Governments use census data to decide how and where it is going to spend our money. They go a long way to determining, for example, how the likes of the police, health and education will be funded, not to mention electoral boundaries. Population is fundamental to those decisions, and under-counting the population will have a real impact.
Failure to complete the census is nothing new. The Northland DHB spent the five years after the 2013 count complaining that it was being under-funded by tens of millions of dollars. Statisticians have always been aware that every last person will never be counted, and presumably allow for that. But last year's exercise was a shambles on a grand scale, to the point where some are calling for the 2023 census to be brought forward to 2020.
Officially the problem last year was the decision, made by the previous National-led Government, to invite us to complete the census online. That no doubt reveals a gross over-estimation of how many of us who have access to the internet, let alone the ability to use it. The real problem though was that bureaucrats made a complete pig's ear of a vitally important process.
The Northland Age pointed this out at the time, and was advised by Mr Shaw, in the House, not to believe everything it read on Twitter. Perhaps he needs reminding of just how badly his officials did their job.
The problem wasn't that great swathes of people couldn't or wouldn't be counted online, but that the department proved to be utterly incapable of catering for them. This newspaper talked to any number of people who had followed the proper process to request papers, so they could participate in the traditional way, and didn't get them.
It pointed out that the failure of the census to reach whole populations wasn't restricted to individuals in hard to reach places. The Whangārei suburb of Kamo, for instance, reportedly missed out en masse.
One might be able to forgive those who do not expect to find signs of intelligent life beyond the extremities of any given city's motorways to have under-estimated the potential reach of the internet, but their true failure was to massively under-resource those who were employed to effect Plan B by making contact with those wanting papers. This newspaper also talked to some of those who were employed to deliver and collect the forms, who said the terms of their contracts did not allow them to do that job with anything approaching a desirable level of efficiency.
If no one was at home they were to leave the forms in the letterbox. Not a good system. Nor were these people properly reimbursed for their expenses. They tried hard, no doubt, but had understandably become disillusioned long before the process was over. They knew the count wasn't going to be close to accurate. The people who employed them let them, and us, down.
Now, to rub salt into their (and our) wounds, Statistics has announced that it is going to prosecute 60 people around the country who "deliberately" failed to complete the census. Six of those people live in Northland. It should be prosecuting those who "deliberately" made it impossible for hundreds of thousands of people to take part for dereliction of duty.
If these people — 0.008 per cent of those who did not participate if you believe Dr Smith, 0.013 per cent if your believe Ms MacPherson — are convicted they will be liable to fines of up to $500, and another $20 per day if they continue to fail to meet their obligation. Hopefully at least some of those charged will be able to prove that they asked, and asked, and asked again for forms to be delivered to them, without success.
And how were the 60 selected? How does Statistics NZ even know they exist? How can the Government defend prosecuting such an infinitesimal sample of so many offenders? Who has a dollar that says these prosecutions will be as shambolic as the census itself?
Presumably the unfortunate 60 will be people who had papers delivered to them, in which case they would have had to request them. It seems odd that they would do that then refuse to fill them in. Unless, of course, they found some of the questions so inane as to be not worth answering. Either way, they are being made scapegoats for a bureaucratic cock-up.
Meanwhile, Mr Shaw might like to ponder his responsibilities as minister. He might not have sown the seeds of this debacle but it is up to him to fix it, and all the signs so far are that he is siding with the civil servants who presided over this fiasco. It really does need to be done again. Properly.
A narrow roadBeleaguered soon-to-be-ex-Wallaby Israel Folau is not entirely without friends as he battles to save his career following the posting his view that the wages of sin are death, and worse, and that the sinners who run the risk of eternal damnation include homosexuals.
Former Wallaby coach Alan Jones is one of the few who have spoken up for him, "Who cares? It's an opinion," he said. "I don't necessarily agree with what he said, by the way, but a lot of people don't agree with what I say. We're going down a very, very narrow road here ... I'm telling you, out there people are terrified of saying anything. They are frightened, they don't know what they can say.
" ... it's got nothing to do with Israel, or rugby, or religion, or homosexuals or whatever. Where are we in this country on free speech?"
Good question. Now Billy Vunipola is being asked to explain to England and his club Saracens why he defended Folau's right to express his faith, while back here a pamphlet entitled One Treaty One Nation, calling for an end to state partnership with Māori, scrapping the Waitangi Tribunal, Māori electorates and wards, and saying Māori have benefited from colonisation lifting them out of 'a violent Stone Age existence', apparently meets Justice Minister Andrew Little's definition of hate speech and is under official investigation.
A narrow road indeed.
One more question. If Folau was a Muslim, and had called for death by stoning for homosexuals and adulterers, would he have been so mercilessly mocked, not least by Hilary Barry and Jeremy Wells?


## Assignment
Collect each line of the entries that holds the string "name".

Task inputs: Begin

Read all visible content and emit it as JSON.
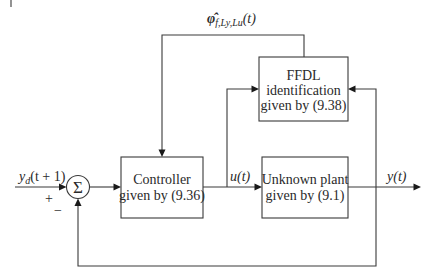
{
  "diagram": {
    "type": "control-block-diagram",
    "blocks": [
      {
        "id": "controller",
        "lines": [
          "Controller",
          "given by (9.36)"
        ]
      },
      {
        "id": "plant",
        "lines": [
          "Unknown plant",
          "given by (9.1)"
        ]
      },
      {
        "id": "ffdl",
        "lines": [
          "FFDL",
          "identification",
          "given by (9.38)"
        ]
      }
    ],
    "summing_junction": {
      "symbol": "Σ",
      "signs": {
        "input": "+",
        "feedback": "−"
      }
    },
    "signals": {
      "reference": {
        "base": "y",
        "sub": "d",
        "arg": "(t + 1)"
      },
      "control": {
        "base": "u",
        "arg": "(t)"
      },
      "output": {
        "base": "y",
        "arg": "(t)"
      },
      "estimate": {
        "base": "φ̂",
        "sub": "f,Ly,Lu",
        "arg": "(t)"
      }
    }
  }
}
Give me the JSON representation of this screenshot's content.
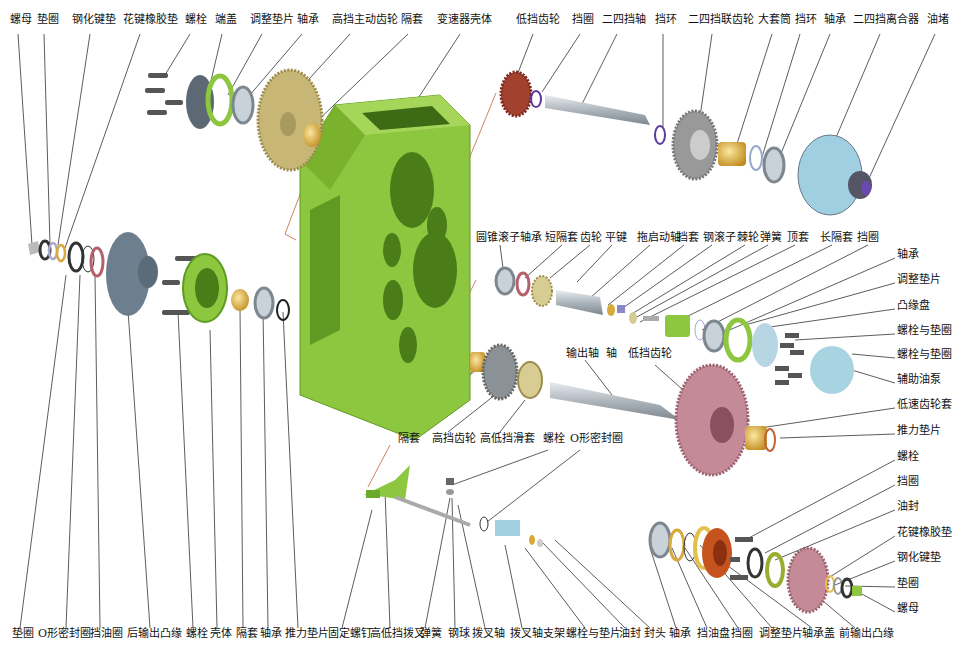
{
  "colors": {
    "housing": "#8dc63f",
    "housing_dark": "#5f9a22",
    "leader_line": "#333333",
    "red_leader": "#c0643a",
    "brass": "#d9a93a",
    "steel": "#b7bfc6",
    "low_gear_red": "#a3412f",
    "pink_gear": "#c58a97",
    "blue_grey": "#7d8e9d",
    "light_blue": "#9fcfe0"
  },
  "labels": {
    "top": [
      {
        "id": "t1",
        "text": "螺母",
        "x": 10,
        "y": 20
      },
      {
        "id": "t2",
        "text": "垫圈",
        "x": 37,
        "y": 20
      },
      {
        "id": "t3",
        "text": "钢化键垫",
        "x": 72,
        "y": 20
      },
      {
        "id": "t4",
        "text": "花键橡胶垫",
        "x": 123,
        "y": 20
      },
      {
        "id": "t5",
        "text": "螺栓",
        "x": 185,
        "y": 20
      },
      {
        "id": "t6",
        "text": "端盖",
        "x": 215,
        "y": 20
      },
      {
        "id": "t7",
        "text": "调整垫片",
        "x": 250,
        "y": 20
      },
      {
        "id": "t8",
        "text": "轴承",
        "x": 297,
        "y": 20
      },
      {
        "id": "t9",
        "text": "高挡主动齿轮",
        "x": 332,
        "y": 20
      },
      {
        "id": "t10",
        "text": "隔套",
        "x": 401,
        "y": 20
      },
      {
        "id": "t11",
        "text": "变速器壳体",
        "x": 437,
        "y": 20
      },
      {
        "id": "t12",
        "text": "低挡齿轮",
        "x": 516,
        "y": 20
      },
      {
        "id": "t13",
        "text": "挡圈",
        "x": 572,
        "y": 20
      },
      {
        "id": "t14",
        "text": "二四挡轴",
        "x": 602,
        "y": 20
      },
      {
        "id": "t15",
        "text": "挡环",
        "x": 655,
        "y": 20
      },
      {
        "id": "t16",
        "text": "二四挡联齿轮",
        "x": 688,
        "y": 20
      },
      {
        "id": "t17",
        "text": "大套筒",
        "x": 758,
        "y": 20
      },
      {
        "id": "t18",
        "text": "挡环",
        "x": 795,
        "y": 20
      },
      {
        "id": "t19",
        "text": "轴承",
        "x": 824,
        "y": 20
      },
      {
        "id": "t20",
        "text": "二四挡离合器",
        "x": 853,
        "y": 20
      },
      {
        "id": "t21",
        "text": "油堵",
        "x": 927,
        "y": 20
      }
    ],
    "middle_row": [
      {
        "id": "m1",
        "text": "圆锥滚子轴承",
        "x": 476,
        "y": 232
      },
      {
        "id": "m2",
        "text": "短隔套",
        "x": 545,
        "y": 232
      },
      {
        "id": "m3",
        "text": "齿轮",
        "x": 580,
        "y": 232
      },
      {
        "id": "m4",
        "text": "平键",
        "x": 605,
        "y": 232
      },
      {
        "id": "m5",
        "text": "拖启动轴",
        "x": 637,
        "y": 232
      },
      {
        "id": "m6",
        "text": "挡套",
        "x": 677,
        "y": 232
      },
      {
        "id": "m7",
        "text": "钢滚子",
        "x": 703,
        "y": 232
      },
      {
        "id": "m8",
        "text": "棘轮",
        "x": 737,
        "y": 232
      },
      {
        "id": "m9",
        "text": "弹簧",
        "x": 760,
        "y": 232
      },
      {
        "id": "m10",
        "text": "顶套",
        "x": 787,
        "y": 232
      },
      {
        "id": "m11",
        "text": "长隔套",
        "x": 820,
        "y": 232
      },
      {
        "id": "m12",
        "text": "挡圈",
        "x": 857,
        "y": 232
      }
    ],
    "right_column": [
      {
        "id": "r1",
        "text": "轴承",
        "x": 897,
        "y": 253
      },
      {
        "id": "r2",
        "text": "调整垫片",
        "x": 897,
        "y": 278
      },
      {
        "id": "r3",
        "text": "凸缘盘",
        "x": 897,
        "y": 304
      },
      {
        "id": "r4",
        "text": "螺栓与垫圈",
        "x": 897,
        "y": 329
      },
      {
        "id": "r5",
        "text": "螺栓与垫圈",
        "x": 897,
        "y": 353
      },
      {
        "id": "r6",
        "text": "辅助油泵",
        "x": 897,
        "y": 378
      },
      {
        "id": "r7",
        "text": "低速齿轮套",
        "x": 897,
        "y": 403
      },
      {
        "id": "r8",
        "text": "推力垫片",
        "x": 897,
        "y": 429
      },
      {
        "id": "r9",
        "text": "螺栓",
        "x": 897,
        "y": 455
      },
      {
        "id": "r10",
        "text": "挡圈",
        "x": 897,
        "y": 480
      },
      {
        "id": "r11",
        "text": "油封",
        "x": 897,
        "y": 505
      },
      {
        "id": "r12",
        "text": "花键橡胶垫",
        "x": 897,
        "y": 531
      },
      {
        "id": "r13",
        "text": "钢化键垫",
        "x": 897,
        "y": 556
      },
      {
        "id": "r14",
        "text": "垫圈",
        "x": 897,
        "y": 582
      },
      {
        "id": "r15",
        "text": "螺母",
        "x": 897,
        "y": 607
      }
    ],
    "inner": [
      {
        "id": "i1",
        "text": "输出轴",
        "x": 566,
        "y": 352
      },
      {
        "id": "i2",
        "text": "轴",
        "x": 606,
        "y": 352
      },
      {
        "id": "i3",
        "text": "低挡齿轮",
        "x": 628,
        "y": 352
      },
      {
        "id": "i4",
        "text": "隔套",
        "x": 398,
        "y": 437
      },
      {
        "id": "i5",
        "text": "高挡齿轮",
        "x": 432,
        "y": 437
      },
      {
        "id": "i6",
        "text": "高低挡滑套",
        "x": 480,
        "y": 437
      },
      {
        "id": "i7",
        "text": "螺栓",
        "x": 543,
        "y": 437
      },
      {
        "id": "i8",
        "text": "O形密封圈",
        "x": 570,
        "y": 437
      }
    ],
    "bottom": [
      {
        "id": "b1",
        "text": "垫圈",
        "x": 12,
        "y": 632
      },
      {
        "id": "b2",
        "text": "O形密封圈",
        "x": 38,
        "y": 632
      },
      {
        "id": "b3",
        "text": "挡油圈",
        "x": 90,
        "y": 632
      },
      {
        "id": "b4",
        "text": "后输出凸缘",
        "x": 127,
        "y": 632
      },
      {
        "id": "b5",
        "text": "螺栓",
        "x": 186,
        "y": 632
      },
      {
        "id": "b6",
        "text": "壳体",
        "x": 210,
        "y": 632
      },
      {
        "id": "b7",
        "text": "隔套",
        "x": 236,
        "y": 632
      },
      {
        "id": "b8",
        "text": "轴承",
        "x": 260,
        "y": 632
      },
      {
        "id": "b9",
        "text": "推力垫片",
        "x": 285,
        "y": 632
      },
      {
        "id": "b10",
        "text": "固定螺钉",
        "x": 328,
        "y": 632
      },
      {
        "id": "b11",
        "text": "高低挡拨叉",
        "x": 370,
        "y": 632
      },
      {
        "id": "b12",
        "text": "弹簧",
        "x": 420,
        "y": 632
      },
      {
        "id": "b13",
        "text": "钢球",
        "x": 448,
        "y": 632
      },
      {
        "id": "b14",
        "text": "拨叉轴",
        "x": 472,
        "y": 632
      },
      {
        "id": "b15",
        "text": "拨叉轴支架",
        "x": 510,
        "y": 632
      },
      {
        "id": "b16",
        "text": "螺栓与垫片",
        "x": 566,
        "y": 632
      },
      {
        "id": "b17",
        "text": "油封",
        "x": 619,
        "y": 632
      },
      {
        "id": "b18",
        "text": "封头",
        "x": 644,
        "y": 632
      },
      {
        "id": "b19",
        "text": "轴承",
        "x": 669,
        "y": 632
      },
      {
        "id": "b20",
        "text": "挡油盘",
        "x": 697,
        "y": 632
      },
      {
        "id": "b21",
        "text": "挡圈",
        "x": 731,
        "y": 632
      },
      {
        "id": "b22",
        "text": "调整垫片",
        "x": 759,
        "y": 632
      },
      {
        "id": "b23",
        "text": "轴承盖",
        "x": 802,
        "y": 632
      },
      {
        "id": "b24",
        "text": "前输出凸缘",
        "x": 839,
        "y": 632
      }
    ]
  }
}
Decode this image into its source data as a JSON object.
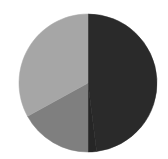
{
  "chart_data": {
    "type": "pie",
    "title": "",
    "categories": [
      "Slice A",
      "Slice B",
      "Slice C",
      "Slice D"
    ],
    "values": [
      48,
      2,
      17,
      33
    ],
    "colors": [
      "#2a2a2a",
      "#262626",
      "#7f7f7f",
      "#a6a6a6"
    ],
    "start_angle_deg": 0,
    "direction": "clockwise",
    "legend": "none",
    "center": [
      88,
      83
    ],
    "radius": 69
  }
}
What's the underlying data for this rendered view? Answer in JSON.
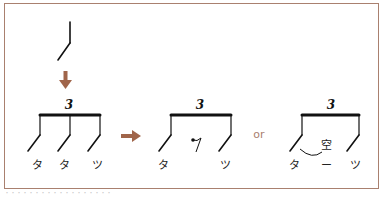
{
  "colors": {
    "frame": "#a9806f",
    "arrow": "#a0654a",
    "ink": "#111111",
    "or_text": "#a9806f"
  },
  "top_figure": {
    "description": "single eighth-note stem with flag (stroke)",
    "arrow_direction": "down"
  },
  "groups": [
    {
      "id": "triplet-full",
      "tuplet_number": "3",
      "syllables": [
        "タ",
        "タ",
        "ツ"
      ]
    },
    {
      "id": "triplet-rest",
      "tuplet_number": "3",
      "syllables": [
        "タ",
        "ツ"
      ],
      "middle_symbol": "eighth-rest"
    },
    {
      "id": "triplet-tie",
      "tuplet_number": "3",
      "syllables": [
        "タ",
        "ー",
        "ツ"
      ],
      "annotation": "空"
    }
  ],
  "connectors": {
    "arrow_right": "right-arrow",
    "or_label": "or"
  },
  "caption": "・・・・・・・・・・・・・・・・・・"
}
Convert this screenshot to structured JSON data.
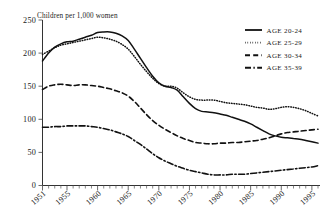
{
  "chart_data": {
    "type": "line",
    "title": "Children per 1,000 women",
    "xlabel": "",
    "ylabel": "Children per 1,000 women",
    "xlim": [
      1951,
      1996
    ],
    "ylim": [
      0,
      250
    ],
    "yticks": [
      0,
      50,
      100,
      150,
      200,
      250
    ],
    "xticks": [
      1951,
      1955,
      1960,
      1965,
      1970,
      1975,
      1980,
      1985,
      1990,
      1995
    ],
    "grid": false,
    "legend_position": "top-right",
    "x": [
      1951,
      1952,
      1953,
      1954,
      1955,
      1956,
      1957,
      1958,
      1959,
      1960,
      1961,
      1962,
      1963,
      1964,
      1965,
      1966,
      1967,
      1968,
      1969,
      1970,
      1971,
      1972,
      1973,
      1974,
      1975,
      1976,
      1977,
      1978,
      1979,
      1980,
      1981,
      1982,
      1983,
      1984,
      1985,
      1986,
      1987,
      1988,
      1989,
      1990,
      1991,
      1992,
      1993,
      1994,
      1995,
      1996
    ],
    "series": [
      {
        "name": "AGE 20-24",
        "style": "solid",
        "values": [
          188,
          200,
          209,
          214,
          217,
          218,
          221,
          224,
          227,
          231,
          232,
          232,
          230,
          226,
          219,
          206,
          192,
          178,
          165,
          155,
          150,
          148,
          144,
          134,
          124,
          116,
          112,
          111,
          110,
          108,
          106,
          103,
          100,
          97,
          93,
          88,
          83,
          78,
          75,
          73,
          72,
          71,
          70,
          68,
          66,
          64
        ]
      },
      {
        "name": "AGE 25-29",
        "style": "dotted",
        "values": [
          198,
          203,
          208,
          212,
          214,
          216,
          218,
          220,
          222,
          224,
          223,
          221,
          218,
          213,
          206,
          195,
          183,
          172,
          162,
          154,
          150,
          150,
          147,
          140,
          134,
          130,
          129,
          129,
          129,
          127,
          125,
          124,
          123,
          122,
          120,
          118,
          117,
          115,
          116,
          118,
          119,
          118,
          116,
          113,
          109,
          105
        ]
      },
      {
        "name": "AGE 30-34",
        "style": "dashed",
        "values": [
          145,
          150,
          152,
          153,
          152,
          151,
          152,
          152,
          151,
          150,
          148,
          146,
          143,
          140,
          135,
          127,
          117,
          107,
          98,
          91,
          85,
          80,
          75,
          71,
          68,
          65,
          64,
          63,
          63,
          64,
          64,
          65,
          65,
          66,
          67,
          68,
          70,
          72,
          75,
          78,
          80,
          81,
          82,
          83,
          84,
          85
        ]
      },
      {
        "name": "AGE 35-39",
        "style": "dashdot",
        "values": [
          88,
          88,
          89,
          89,
          90,
          90,
          90,
          90,
          89,
          88,
          86,
          84,
          81,
          78,
          74,
          68,
          62,
          55,
          48,
          42,
          37,
          33,
          29,
          26,
          23,
          21,
          19,
          17,
          16,
          16,
          16,
          17,
          17,
          17,
          18,
          19,
          20,
          21,
          22,
          23,
          24,
          25,
          26,
          27,
          28,
          30
        ]
      }
    ]
  },
  "legend": {
    "items": [
      {
        "label": "AGE 20-24",
        "style": "solid"
      },
      {
        "label": "AGE 25-29",
        "style": "dotted"
      },
      {
        "label": "AGE 30-34",
        "style": "dashed"
      },
      {
        "label": "AGE 35-39",
        "style": "dashdot"
      }
    ]
  },
  "axes": {
    "y_labels": [
      "250",
      "200",
      "150",
      "100",
      "50",
      "0"
    ],
    "x_labels": [
      "1951",
      "1955",
      "1960",
      "1965",
      "1970",
      "1975",
      "1980",
      "1985",
      "1990",
      "1995"
    ]
  }
}
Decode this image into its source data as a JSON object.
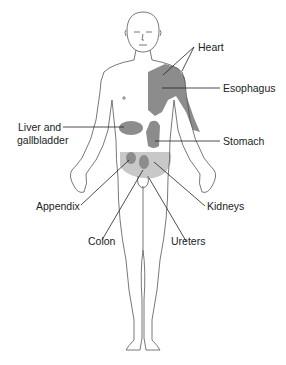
{
  "diagram": {
    "type": "anatomical referred pain map",
    "colors": {
      "dark_region": "#8c8c8c",
      "light_region": "#c8c8c8",
      "outline": "#555555",
      "leader": "#222222"
    },
    "labels": {
      "heart": "Heart",
      "esophagus": "Esophagus",
      "liver": "Liver and\ngallbladder",
      "liver_line1": "Liver and",
      "liver_line2": "gallbladder",
      "stomach": "Stomach",
      "appendix": "Appendix",
      "kidneys": "Kidneys",
      "colon": "Colon",
      "ureters": "Ureters"
    }
  }
}
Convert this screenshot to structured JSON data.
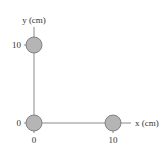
{
  "diagram": {
    "axes": {
      "x_label": "x (cm)",
      "y_label": "y (cm)",
      "x_ticks": [
        "0",
        "10"
      ],
      "y_ticks": [
        "0",
        "10"
      ]
    },
    "masses": [
      {
        "name": "mass-origin",
        "x": 0,
        "y": 0
      },
      {
        "name": "mass-x10",
        "x": 10,
        "y": 0
      },
      {
        "name": "mass-y10",
        "x": 0,
        "y": 10
      }
    ],
    "colors": {
      "mass_fill": "#b5b5b5",
      "mass_stroke": "#6e6e6e",
      "axis": "#8a8a8a",
      "text": "#333333"
    }
  }
}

Task inputs: End

## Expected answer
        "name": "AGE 20-24",
        "name": "AGE 25-29",
        "name": "AGE 30-34",
        "name": "AGE 35-39",
        "name": "mass-origin",
        "name": "mass-x10",
        "name": "mass-y10",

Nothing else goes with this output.